I resolved to write a journal of the time, till W. and J. return, and I set about keeping my resolve, because I will not quarrel with myself, and because I shall give William pleasure by it when he comes home again.
And so begins Dorothy Wordsworth’s Grasmere Journals (1800-1803). At first a strategy to cope with her loneliness while her brothers William and John were away, the journals were soon expanded in purpose to provide a record of what she saw, heard, and experienced around their home for the benefit of her brother’s poetry (apparently, he hated to write). There are numerous instances where her subject matter corresponds with his poems, down to the level of shared language. The most cited of these is an entry she made about seeing a field of daffodils; this was incorporated into the much-anthologized poem “I wandered lonely as a cloud,” which ends with a similar scene.
Dorothy and her brother William had a peculiar and unusually close relationship. She was more or less his constant companion before and after they moved to Grasmere. She copied down his poems, attended to his needs, and continued to live with him after he married and had a family, She herself never married, and remained with him until his death in 1850. For these reasons she is often portrayed as a woman who lived for him and vicariously through him.
This impression is reinforced by the nature of her writing, which focuses on the minutiae of day-to-day life, and isolated details of the world around her – weather, seasonal change, plants, animals, flowers, etc. – and which she mentions numerous times will be of use to her brother’s own work. Because her diaries chronicle many long walks in the surrounding countryside, alone or with friends and family, I originally planned to map her movements around the region and connect this movement to the people she was seeing in the area and corresponding with – to map her world, and see how hermetic and localized it really was.
I created the initial data set by downloading and cleaning a text file of the Journals from Gutenberg.org. There were many ways I could have worked with this data set to make it suitable for mapping. I ended up using several online platforms: the UCREL semantic tagger, Voyant Tools, CartoDB, and a visualization platform called RAW. Working back and forth with some of these programs enabled me to put the data into Excel spreadsheets to filter and sort in numerous ways.
When I began thinking about mapping strategies and recording the various data I extracted (locations, people, activities), I saw that to ensure accuracy I would have to corroborate much of it by going through the journals entry by entry – essentially, to do a close reading. Because I was hoping to see what could be gleaned from this text by distant reading, I chose to make a simple map of the locations she mentions in her journal entries, in relation to some word usage statistics provided by Voyant Tools. Voyant has numerous text visualization options, and working with them also encouraged me to think more about the role Dorothy’s writing had in her brother’s creative process; I was curious about how that might be visualized, in order to note patterns or consider the relationship between his defiantly informal poetic diction and her colloquial, quickly jotted prose.
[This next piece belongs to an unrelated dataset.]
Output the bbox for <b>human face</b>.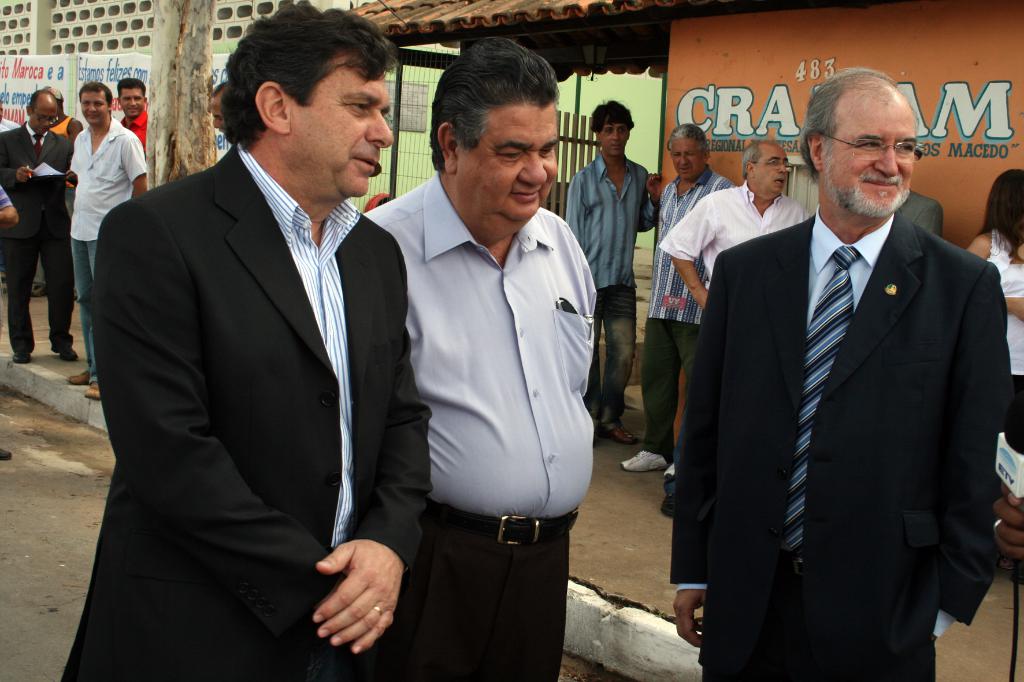
290, 45, 395, 197.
So, I downloaded William Wordsworth’s Poems in Two Volumes, much of which was written during the same period, and processed it in a similar way. Using the RAW tools, I created some comparative visualizations with the total number words common to both texts. I’ve used the images that are easiest to read in my presentation, but there are others equally informative, that track the movement of language from one text to another.
If I were to return to the map and do a close reading, I would include a “density” component to reflect the amount of time Dorothy spent going to other locations, and perhaps add the people associated with those locations (there is a lot of overlap here), and the nature of activity.
I had some trouble winnowing my presentation down to three slides, but the images can be accessed here.
Also, thanks to Patrick Smyth for writing a short Python program for me! I didn’t end up using it but I think it will be very helpful for future data projects.